(HOST) Veteran A-B-C News correspondent and commentator Bill Seamans says that, so far, this primary season has been one of the toughest in recent memory on those experts who make a living predicting our political future, and he suggests that we take moment to pause – and pity the poor pundits.
(SEAMANS) This has been a difficult campaign for the pundit, that journalistic analyst whom the dictionary calls "a learned person who offers commentary as an expert on a certain topic." It’s been said by some political science scholars that it’s really the punditocracy who choose the presidential candidates because of the influence they allegedly have over what we the people think.
Another opinion comes from an anonymous sage who said, "All the pundits ever do is come down from the hills after the battle is over and shoot the wounded." Well, after they missed anticipating Hillary’s sensational upset victory in New Hampshire they, themselves, were among the wounded they had to shoot.
The pundits couldn’t blame the media because they are the media – so they blamed the polls for their failure overlooking what has been written in the Bible of Journalism – those who live by the polls die by the polls.
Our question this morning is what effect will the results of the Ohio and Texas primaries have on the confidence of the commentariat to tell us what to think from now on? As for the major issues, I’ve heard some people complain that they don’t know any more details than they did twenty debates ago about how the candidates would try to solve crisis problems as President.

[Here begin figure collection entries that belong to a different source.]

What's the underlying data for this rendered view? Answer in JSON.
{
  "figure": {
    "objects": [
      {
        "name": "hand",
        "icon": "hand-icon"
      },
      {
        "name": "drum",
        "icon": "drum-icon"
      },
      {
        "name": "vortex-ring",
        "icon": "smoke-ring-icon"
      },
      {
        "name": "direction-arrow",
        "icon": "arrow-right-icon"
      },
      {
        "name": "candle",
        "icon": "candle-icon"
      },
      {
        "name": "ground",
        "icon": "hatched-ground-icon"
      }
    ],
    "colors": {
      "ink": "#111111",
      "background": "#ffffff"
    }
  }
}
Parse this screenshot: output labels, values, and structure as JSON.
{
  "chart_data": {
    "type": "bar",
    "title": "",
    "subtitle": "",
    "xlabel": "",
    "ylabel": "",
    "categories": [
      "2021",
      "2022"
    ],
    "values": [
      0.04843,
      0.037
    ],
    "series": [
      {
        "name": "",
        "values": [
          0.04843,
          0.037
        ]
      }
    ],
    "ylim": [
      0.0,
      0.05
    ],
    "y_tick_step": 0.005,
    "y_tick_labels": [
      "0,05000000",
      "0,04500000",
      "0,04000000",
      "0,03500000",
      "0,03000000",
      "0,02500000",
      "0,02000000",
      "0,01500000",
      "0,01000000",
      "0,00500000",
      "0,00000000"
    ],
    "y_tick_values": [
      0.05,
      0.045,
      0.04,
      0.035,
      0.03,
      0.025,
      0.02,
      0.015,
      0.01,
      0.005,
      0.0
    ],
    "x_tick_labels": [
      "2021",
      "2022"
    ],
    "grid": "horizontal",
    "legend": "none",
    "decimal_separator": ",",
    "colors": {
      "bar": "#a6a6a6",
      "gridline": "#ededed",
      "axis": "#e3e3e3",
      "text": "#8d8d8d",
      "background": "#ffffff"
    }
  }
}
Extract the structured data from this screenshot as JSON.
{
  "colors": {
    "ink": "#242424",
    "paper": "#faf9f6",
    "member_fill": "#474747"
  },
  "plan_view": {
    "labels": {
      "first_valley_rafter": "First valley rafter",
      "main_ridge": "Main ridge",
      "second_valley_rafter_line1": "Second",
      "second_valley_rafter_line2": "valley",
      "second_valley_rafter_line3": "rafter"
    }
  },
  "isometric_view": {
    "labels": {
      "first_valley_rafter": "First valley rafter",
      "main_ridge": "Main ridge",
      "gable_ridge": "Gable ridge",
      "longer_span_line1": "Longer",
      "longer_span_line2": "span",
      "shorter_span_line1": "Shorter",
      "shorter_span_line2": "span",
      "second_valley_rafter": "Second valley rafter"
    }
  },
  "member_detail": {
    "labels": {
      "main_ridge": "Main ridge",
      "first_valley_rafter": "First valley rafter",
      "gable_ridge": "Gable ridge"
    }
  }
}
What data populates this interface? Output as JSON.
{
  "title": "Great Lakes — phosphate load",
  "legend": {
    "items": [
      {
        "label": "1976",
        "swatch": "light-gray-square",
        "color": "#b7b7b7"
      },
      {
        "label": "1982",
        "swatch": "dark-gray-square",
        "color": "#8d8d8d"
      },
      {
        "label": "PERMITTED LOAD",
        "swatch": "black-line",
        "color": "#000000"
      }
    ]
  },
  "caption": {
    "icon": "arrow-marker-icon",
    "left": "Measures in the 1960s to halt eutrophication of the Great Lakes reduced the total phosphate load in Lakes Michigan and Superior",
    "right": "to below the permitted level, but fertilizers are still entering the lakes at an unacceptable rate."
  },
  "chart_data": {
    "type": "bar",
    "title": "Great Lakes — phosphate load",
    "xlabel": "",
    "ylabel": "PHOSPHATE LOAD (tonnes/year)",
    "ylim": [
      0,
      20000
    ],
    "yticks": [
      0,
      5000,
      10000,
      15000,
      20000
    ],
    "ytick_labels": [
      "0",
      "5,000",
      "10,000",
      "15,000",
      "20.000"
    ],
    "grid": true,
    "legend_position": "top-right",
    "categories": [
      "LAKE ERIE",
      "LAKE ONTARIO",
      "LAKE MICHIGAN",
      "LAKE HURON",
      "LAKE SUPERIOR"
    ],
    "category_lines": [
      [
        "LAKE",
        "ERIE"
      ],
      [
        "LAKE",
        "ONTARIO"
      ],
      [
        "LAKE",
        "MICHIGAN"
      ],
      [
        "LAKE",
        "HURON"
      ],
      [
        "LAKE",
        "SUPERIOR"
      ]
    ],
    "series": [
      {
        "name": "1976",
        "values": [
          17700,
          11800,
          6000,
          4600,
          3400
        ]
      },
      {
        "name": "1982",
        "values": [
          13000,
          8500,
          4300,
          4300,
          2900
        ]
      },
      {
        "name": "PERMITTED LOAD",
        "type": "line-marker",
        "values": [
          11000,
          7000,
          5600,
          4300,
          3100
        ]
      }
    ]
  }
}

The candidates have talked in noncommittal generalities. It’s time the pundits push beyond Hope versus Fear, New versus Old, and Denounce versus Reject. It has become more of a smear campaign than an issue debate. Hillary so pressured the media into getting tough with Barack that one pundit said they were intimidated into demoting Obama from walking on water down to just walking on eggshells.
We would like to hear the candidates debate such politically sensitive subjects as excessive corporate war profits known as blood money, the possible need for a military draft, how to stop overseas tax evasion, and alleged corporate control of their parties. The candidates talk effusively about helping veterans but none has endorsed a proposed renewal of the great original World War Two G.I. Bill of Rights which offered free college tuition or vocational training that gave new lives to over six million veterans – the kind of help urgently needed now.
Since the pundit has not been able to extract specific details from the candidates’ fog of generalities the product of his or her commentaries has been authoritative non-clarification.
After miscalling the results of a couple of major primaries pundits have become extra cautious, some even timid. But after the voters expressed their preferences yesterday in such critical elections perhaps the road to political pontification has been cleared of the debris of failure and the pundit will regain the courage to ask tougher questions and again say something that illuminates rather than clouds our outlook.